If you haven't heard anything within 48 hours of sending, a brief "Just checking this arrived safely" message is perfectly reasonable. Large companies in particular sometimes have email filtering that can swallow invoices.

Following Up on Unpaid Invoices

Here's an uncomfortable truth: even great clients sometimes pay late. It's rarely malicious — invoices get buried, approvals stall, accounting departments get backlogged. Your job is to have a consistent follow-up process that gets the invoice to the top of the pile without damaging the relationship.

When to Follow Up

  • 3 days before the due date: A friendly reminder that the due date is approaching. "Hi [Client], just a heads-up that invoice #INV-001 for $X is due on [date]. Please let me know if you need anything from my end."
  • 1 day after the due date: A polite notice that payment is now past due. Keep it factual and non-accusatory.
  • 1 week past due: A firmer follow-up, noting the overdue amount and requesting payment or an update on when to expect it.
  • 2 weeks past due: Consider mentioning any late payment fees stated in your original terms, and offer to jump on a quick call to resolve it.
  • 30+ days past due: Escalate — send via certified mail, contact a senior person at the company, or consult a collections option.

How to Automate Follow-Ups

Writing the same follow-up emails repeatedly is time-consuming and mentally draining. AI-powered tools like InvoiceAgent can automate this entire sequence: once you send an invoice, the follow-up agent monitors payment status and sends professionally-worded reminders at the right intervals — all from your own email address. You set the rules once; the agent handles the uncomfortable work.

Common Invoicing Mistakes to Avoid

Most invoicing errors are avoidable with a little upfront attention.

Forgetting the Due Date

An invoice without a due date will be paid whenever the client gets around to it — which might be never. Always include an explicit due date.

Using Vague Descriptions

Line items like "work completed" or "consulting" create confusion and potential disputes. Be specific: what exactly did you deliver?

Not Confirming Payment Details Before the Project Starts

Find out at the start of a project how your client prefers to pay and what their billing process looks like. Some companies require a purchase order number on the invoice; others need it addressed to a specific department. Getting this wrong can delay payment by weeks.

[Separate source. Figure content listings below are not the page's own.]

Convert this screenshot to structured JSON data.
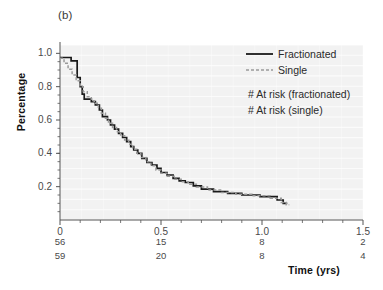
{
  "figure": {
    "panel_label": "(b)",
    "ylabel": "Percentage",
    "xlabel": "Time (yrs)"
  },
  "legend": {
    "entries": [
      {
        "label": "Fractionated",
        "style": "solid",
        "color": "#1a1a1a"
      },
      {
        "label": "Single",
        "style": "dashed",
        "color": "#9a9a9a"
      }
    ],
    "risk_notes": [
      "# At risk (fractionated)",
      "# At risk (single)"
    ]
  },
  "axes": {
    "x_ticks": [
      "0",
      "0.5",
      "1.0",
      "1.5"
    ],
    "y_ticks": [
      "0.2",
      "0.4",
      "0.6",
      "0.8",
      "1.0"
    ]
  },
  "at_risk": {
    "fractionated": [
      "56",
      "15",
      "8",
      "2"
    ],
    "single": [
      "59",
      "20",
      "8",
      "4"
    ]
  },
  "colors": {
    "plot_background": "#f2f2f2",
    "gridline": "#ffffff",
    "fractionated_line": "#1a1a1a",
    "single_line": "#9a9a9a",
    "axis": "#555555"
  },
  "chart_data": {
    "type": "line",
    "title": "(b)",
    "xlabel": "Time (yrs)",
    "ylabel": "Percentage",
    "xlim": [
      0,
      1.5
    ],
    "ylim": [
      0,
      1.05
    ],
    "x_ticks": [
      0,
      0.5,
      1.0,
      1.5
    ],
    "y_ticks": [
      0.2,
      0.4,
      0.6,
      0.8,
      1.0
    ],
    "x_minor_tick_step": 0.1,
    "y_minor_tick_step": 0.05,
    "grid": "horizontal-white-on-gray",
    "legend_position": "upper-right-inside",
    "curve_shape": "step",
    "at_risk_table": {
      "x_positions": [
        0,
        0.5,
        1.0,
        1.5
      ],
      "rows": [
        {
          "name": "# At risk (fractionated)",
          "values": [
            56,
            15,
            8,
            2
          ]
        },
        {
          "name": "# At risk (single)",
          "values": [
            59,
            20,
            8,
            4
          ]
        }
      ]
    },
    "series": [
      {
        "name": "Fractionated",
        "style": "solid",
        "color": "#1a1a1a",
        "points": [
          [
            0.0,
            0.975
          ],
          [
            0.055,
            0.975
          ],
          [
            0.055,
            0.955
          ],
          [
            0.085,
            0.955
          ],
          [
            0.085,
            0.855
          ],
          [
            0.1,
            0.855
          ],
          [
            0.1,
            0.8
          ],
          [
            0.11,
            0.8
          ],
          [
            0.11,
            0.755
          ],
          [
            0.12,
            0.755
          ],
          [
            0.12,
            0.725
          ],
          [
            0.155,
            0.725
          ],
          [
            0.155,
            0.71
          ],
          [
            0.175,
            0.71
          ],
          [
            0.175,
            0.69
          ],
          [
            0.195,
            0.69
          ],
          [
            0.195,
            0.66
          ],
          [
            0.21,
            0.66
          ],
          [
            0.21,
            0.62
          ],
          [
            0.235,
            0.62
          ],
          [
            0.235,
            0.6
          ],
          [
            0.25,
            0.6
          ],
          [
            0.25,
            0.57
          ],
          [
            0.27,
            0.57
          ],
          [
            0.27,
            0.545
          ],
          [
            0.29,
            0.545
          ],
          [
            0.29,
            0.52
          ],
          [
            0.31,
            0.52
          ],
          [
            0.31,
            0.495
          ],
          [
            0.33,
            0.495
          ],
          [
            0.33,
            0.47
          ],
          [
            0.35,
            0.47
          ],
          [
            0.35,
            0.44
          ],
          [
            0.365,
            0.44
          ],
          [
            0.365,
            0.42
          ],
          [
            0.385,
            0.42
          ],
          [
            0.385,
            0.4
          ],
          [
            0.405,
            0.4
          ],
          [
            0.405,
            0.37
          ],
          [
            0.43,
            0.37
          ],
          [
            0.43,
            0.345
          ],
          [
            0.455,
            0.345
          ],
          [
            0.455,
            0.33
          ],
          [
            0.48,
            0.33
          ],
          [
            0.48,
            0.31
          ],
          [
            0.5,
            0.31
          ],
          [
            0.5,
            0.285
          ],
          [
            0.53,
            0.285
          ],
          [
            0.53,
            0.27
          ],
          [
            0.56,
            0.27
          ],
          [
            0.56,
            0.25
          ],
          [
            0.59,
            0.25
          ],
          [
            0.59,
            0.235
          ],
          [
            0.62,
            0.235
          ],
          [
            0.62,
            0.225
          ],
          [
            0.66,
            0.225
          ],
          [
            0.66,
            0.205
          ],
          [
            0.7,
            0.205
          ],
          [
            0.7,
            0.185
          ],
          [
            0.76,
            0.185
          ],
          [
            0.76,
            0.17
          ],
          [
            0.83,
            0.17
          ],
          [
            0.83,
            0.16
          ],
          [
            0.9,
            0.16
          ],
          [
            0.9,
            0.15
          ],
          [
            0.99,
            0.15
          ],
          [
            0.99,
            0.14
          ],
          [
            1.075,
            0.14
          ],
          [
            1.075,
            0.12
          ],
          [
            1.105,
            0.12
          ],
          [
            1.105,
            0.1
          ],
          [
            1.125,
            0.1
          ]
        ]
      },
      {
        "name": "Single",
        "style": "dashed",
        "color": "#9a9a9a",
        "points": [
          [
            0.0,
            0.97
          ],
          [
            0.02,
            0.97
          ],
          [
            0.02,
            0.94
          ],
          [
            0.04,
            0.94
          ],
          [
            0.04,
            0.905
          ],
          [
            0.06,
            0.905
          ],
          [
            0.06,
            0.87
          ],
          [
            0.08,
            0.87
          ],
          [
            0.08,
            0.835
          ],
          [
            0.1,
            0.835
          ],
          [
            0.1,
            0.8
          ],
          [
            0.115,
            0.8
          ],
          [
            0.115,
            0.77
          ],
          [
            0.135,
            0.77
          ],
          [
            0.135,
            0.74
          ],
          [
            0.155,
            0.74
          ],
          [
            0.155,
            0.715
          ],
          [
            0.17,
            0.715
          ],
          [
            0.17,
            0.7
          ],
          [
            0.19,
            0.7
          ],
          [
            0.19,
            0.67
          ],
          [
            0.205,
            0.67
          ],
          [
            0.205,
            0.64
          ],
          [
            0.225,
            0.64
          ],
          [
            0.225,
            0.61
          ],
          [
            0.24,
            0.61
          ],
          [
            0.24,
            0.58
          ],
          [
            0.26,
            0.58
          ],
          [
            0.26,
            0.555
          ],
          [
            0.28,
            0.555
          ],
          [
            0.28,
            0.53
          ],
          [
            0.3,
            0.53
          ],
          [
            0.3,
            0.505
          ],
          [
            0.32,
            0.505
          ],
          [
            0.32,
            0.48
          ],
          [
            0.34,
            0.48
          ],
          [
            0.34,
            0.455
          ],
          [
            0.36,
            0.455
          ],
          [
            0.36,
            0.425
          ],
          [
            0.38,
            0.425
          ],
          [
            0.38,
            0.4
          ],
          [
            0.4,
            0.4
          ],
          [
            0.4,
            0.375
          ],
          [
            0.425,
            0.375
          ],
          [
            0.425,
            0.35
          ],
          [
            0.45,
            0.35
          ],
          [
            0.45,
            0.325
          ],
          [
            0.475,
            0.325
          ],
          [
            0.475,
            0.3
          ],
          [
            0.5,
            0.3
          ],
          [
            0.5,
            0.28
          ],
          [
            0.53,
            0.28
          ],
          [
            0.53,
            0.262
          ],
          [
            0.565,
            0.262
          ],
          [
            0.565,
            0.245
          ],
          [
            0.6,
            0.245
          ],
          [
            0.6,
            0.23
          ],
          [
            0.635,
            0.23
          ],
          [
            0.635,
            0.215
          ],
          [
            0.675,
            0.215
          ],
          [
            0.675,
            0.198
          ],
          [
            0.73,
            0.198
          ],
          [
            0.73,
            0.18
          ],
          [
            0.8,
            0.18
          ],
          [
            0.8,
            0.165
          ],
          [
            0.87,
            0.165
          ],
          [
            0.87,
            0.155
          ],
          [
            0.95,
            0.155
          ],
          [
            0.95,
            0.145
          ],
          [
            1.04,
            0.145
          ],
          [
            1.04,
            0.13
          ],
          [
            1.095,
            0.13
          ],
          [
            1.095,
            0.105
          ],
          [
            1.12,
            0.105
          ],
          [
            1.12,
            0.092
          ],
          [
            1.135,
            0.092
          ]
        ]
      }
    ]
  }
}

Starting Work Without a Signed Agreement

An invoice is not a contract. Before you start any project worth more than a few hundred dollars, have a written agreement that specifies scope, deliverables, timeline, and payment terms. Your invoice then references that agreement. If a client refuses to sign anything, that's a red flag worth taking seriously.

Ignoring Late Payment Clauses

Many freelancers include a late payment fee clause in their terms (e.g., "Invoices unpaid after 30 days are subject to a 1.5% monthly service charge") but never actually enforce it. Decide in advance what your policy is and be consistent about it.

Waiting Too Long to Follow Up

The single biggest invoicing mistake is letting overdue invoices sit unanswered out of awkwardness. The longer you wait to follow up, the harder it becomes to collect — and the worse it is for your cash flow. Build a follow-up process and stick to it.

Your First Invoice Checklist

Before you hit send, run through this quick checklist:

  • ✅ Your name/business name and contact information
  • ✅ Client name and billing address (confirmed with client)
  • ✅ Unique invoice number
  • ✅ Invoice date and explicit due date
  • ✅ Itemized list of services with descriptions, quantities, and rates
  • ✅ Subtotal, tax (if applicable), and total clearly shown
  • ✅ Payment instructions (how and where to pay)
  • ✅ Saved as PDF
  • ✅ Professional email subject line referencing the invoice number

Ready to Send Your First Invoice?

Invoicing doesn't have to be complicated. With the right structure and the right tools, you can go from "project complete" to "invoice sent" in under five minutes — and from "invoice sent" to "paid" faster than you'd expect when you have a consistent follow-up process in place.

The most important thing is to start. Send that first invoice. Get your numbering system in place. And set up your follow-up process before you need it, not after.